Laura McLean is a curator, writer, and researcher based in Sydney. A graduate of Goldsmiths College and Sydney College of the Arts, she has curated projects for Photo Access, Canberra; MuseumsQuartier, Vienna; Maldives Pavilion, 55th Venice Biennale; UNESCO, Paris; and Tin Sheds Gallery, Sydney, among others. Her writing has been presented by publishers including Arena, Maretti Editore, Frame Finland, Haus der Kulturen der Welt, and The MIT Press. She is currently an editor of Runway Australian Experimental Art magazine.

Melanie Bonajo (they/them) is a queer, non-binary, Dutch artist, filmmaker, feminist, sexological bodyworker, somatic sex coach and educator, cuddle workshopfacilitator and animal rights activist. Through their videos, performances, photographs and installations, Mel examines current conundrums of co-existence in a crippling capitalistic systems, and address themes of eroding intimacy and isolation in an increasingly sterile, technological world.

Pony Express is an experimental, Live Art duo led by Ian Sinclair and Loren Kronemyer. Through their pandrogynous collaborative process, Pony Express work across platforms of media art, performance, video and transdisciplinary research. Creating immersive alternate realities that reflect themes of adaptation, global weirding and the slow apocalypse. Presenting in a diverse array of traditional and non-traditional venues and cooperating with communities, organisations and subcultures at the forefront of environmental futures.

The duo focus on queer ecologies and nonhuman politics to build worlds that trouble the ethical landscape of the present day.

Benjamin Forster does not have any pets. He was a professional artist for many years. Now he is somewhat unconcerned with professionalilty except as a concept. He has a number of formal papers, like an honours degree in Visual Arts from the Australian National University, a graduate diploma in Library Science from Curtin University, and a soon to expire learners drivers license from the NSW Roads and Maritime Services. In 2016 he co-founded Frontyard Projects in Marrickville.

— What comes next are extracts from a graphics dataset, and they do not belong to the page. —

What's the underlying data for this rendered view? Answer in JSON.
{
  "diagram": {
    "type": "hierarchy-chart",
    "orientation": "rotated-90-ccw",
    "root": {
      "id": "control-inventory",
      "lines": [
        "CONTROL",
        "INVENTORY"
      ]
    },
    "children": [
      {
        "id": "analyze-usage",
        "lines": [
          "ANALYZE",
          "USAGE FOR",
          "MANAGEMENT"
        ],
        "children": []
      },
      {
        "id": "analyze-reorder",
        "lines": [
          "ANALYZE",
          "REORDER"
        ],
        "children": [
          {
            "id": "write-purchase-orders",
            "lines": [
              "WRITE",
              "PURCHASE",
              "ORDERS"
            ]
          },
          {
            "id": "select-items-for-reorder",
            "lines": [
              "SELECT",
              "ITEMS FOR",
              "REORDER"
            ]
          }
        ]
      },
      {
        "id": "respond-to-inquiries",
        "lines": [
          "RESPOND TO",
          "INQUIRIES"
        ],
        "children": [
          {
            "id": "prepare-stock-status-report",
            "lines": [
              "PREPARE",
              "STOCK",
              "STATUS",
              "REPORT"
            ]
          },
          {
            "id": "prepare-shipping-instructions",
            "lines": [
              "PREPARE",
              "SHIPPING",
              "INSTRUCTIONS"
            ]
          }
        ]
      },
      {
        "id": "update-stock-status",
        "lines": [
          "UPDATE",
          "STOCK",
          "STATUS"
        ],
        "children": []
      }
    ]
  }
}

Karen Kramer’s work often takes the form of mythologising natural phenomena — embedding a critique of putative distinctions between the natural and manmade. She graduated with a BFA from Parsons School of Design, New York, in 2003 subsequently working in graphic design for the Center for Coastal Studies in Cape Cod Massachusetts.

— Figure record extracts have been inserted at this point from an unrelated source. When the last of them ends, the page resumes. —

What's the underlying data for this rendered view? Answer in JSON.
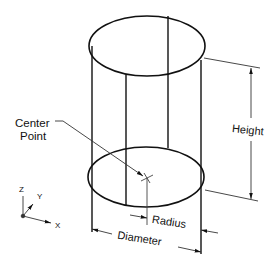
{
  "diagram": {
    "labels": {
      "center_line1": "Center",
      "center_line2": "Point",
      "height": "Height",
      "radius": "Radius",
      "diameter": "Diameter"
    },
    "axes": {
      "x": "X",
      "y": "Y",
      "z": "Z"
    },
    "colors": {
      "stroke": "#111111",
      "thin": "#444444",
      "background": "#ffffff"
    }
  }
}
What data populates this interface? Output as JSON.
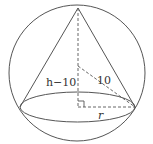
{
  "diagram": {
    "type": "sphere-inscribed-cone",
    "labels": {
      "height_segment": "h−10",
      "radius_segment": "10",
      "base_radius": "r"
    },
    "colors": {
      "stroke": "#555555",
      "background": "#ffffff",
      "text": "#333333"
    }
  }
}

Lynn Hershman Leeson (b. 1941) is a multimedia American artist and filmmaker based in San Francisco, California. Her work combines art with social commentary, particularly on the relationship between people and technology. Leeson is a pioneer in new media, and her work with technology and in media-based practices helped legitimize digital art forms. Her interests include feminism, race, surveillance, and artificial intelligence and identity theft through algorithms and data tracking. She has been referred to as a "new media pioneer" for the prescient incorporation of new science and technologies in her work.

Alexandra Navratil lives and works in Zurich and Amsterdam. Her work has been shown in solo exhibitions at the SMBA Stedelijk Museum Bureau Amsterdam, Kunstmuseum Winterthur, Dan Gunn Berlin, CCS Centre Culturel Suisse Paris, BolteLang Zurich and in groupshows at the ICA Philadelphia and the MUSAC, Spain amongst other venues.

Rachel Pimm (they/ them/ theirs) is a research-based artist searching for the origin of things, telling material stories, looking for the political - the feminist, queer, sick, and de-colonial - in the animal, vegetable, and
mineral. Their work is often collaborative and has been presented with the Serpentine Gallery, Whitechapel Gallery, and Royal Academy in London, and art centres in the US and around Europe. Rachel is Associate
Lecturer at Camberwell College, UAL.

Lori E. Allen (b. 1975, St. Louis, MI) is a sound artist and experimental composer working with sound, text, video and sculpture to understand materiality of thought as it morphs in no particular order into belief systems, social anxiety, competition, closed circuits, and the loss or assertion of self.